In a blind rage, I began hitting, kicking, and screaming at the storm doors
before us. After a time, I felt a hand on my shoulder.

“Enough, Liz.”

“No! There has
to be a way out! There has to be!”

“Shh,” he said,
lowering himself onto one of the cool, stone steps, and gently pulled me into
his lap. “Come on, now. Where is the level-headed Liz we all know and adore?”

Floor joists
above us creaked and moaned, the home’s foundation strained from the abuse.

“It’s not fair,”
I sobbed, curling into his chest. “Why would he do this to us?”

Mitch’s chin
came to rest on my head and his arms pulled me close. “Some people are just
evil, I guess.”

“W-well, thank
you, R-reverend Greenwood.”

He snorted. “Reverend.
Like they would have let me in to that school of teaching.”

With a sniffle,
I dragged a hand across my damp cheeks. “You’ve always been a good man, Mitch.
The best.”

“Not good enough
to get us out of here, though.” His lips pressed into my hair. “Sorry, Liz.”

“Don’t
apologize.

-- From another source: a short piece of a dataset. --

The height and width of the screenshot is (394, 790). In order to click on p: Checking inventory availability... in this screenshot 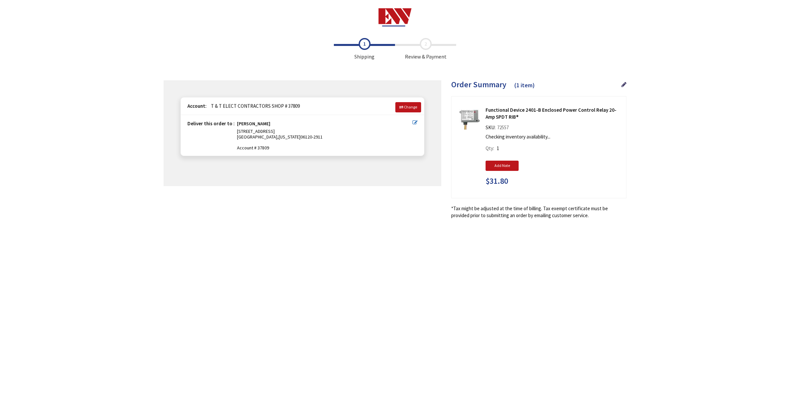, I will do `click(552, 137)`.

I’m the one that broke the stupid poker.”

“Yeah. Still, it
was a good idea.” He sighed. “Damn, I wish I hadn’t sent the stupid text to
your fireman buddy. If there was anyone who could help us ri—”

From above us
came the sound of another, much louder crash. I clung to Mitch, waiting for the
floor above to finally give way.

“There’s
something I have to tell you. Before we, you know.” Mitch looked down and met
my gaze. “Remember that time in high school, when you found your gym clothes
painted in zebra stripes?”

The memory of
sheer, adolescent mortification rushed back to me as if it were yesterday. It
was track and field week, and I’d been unable to blend in with the crowd. Ran
race after race looking like a striped nightmare.

“Yeah…”

“It was me. I
did it. Lost a bet with Brian Wheaton.”

I pulled back in
shock. “What?”

“I thought I’d
better come clean. You know, so I can go with a clear conscience.”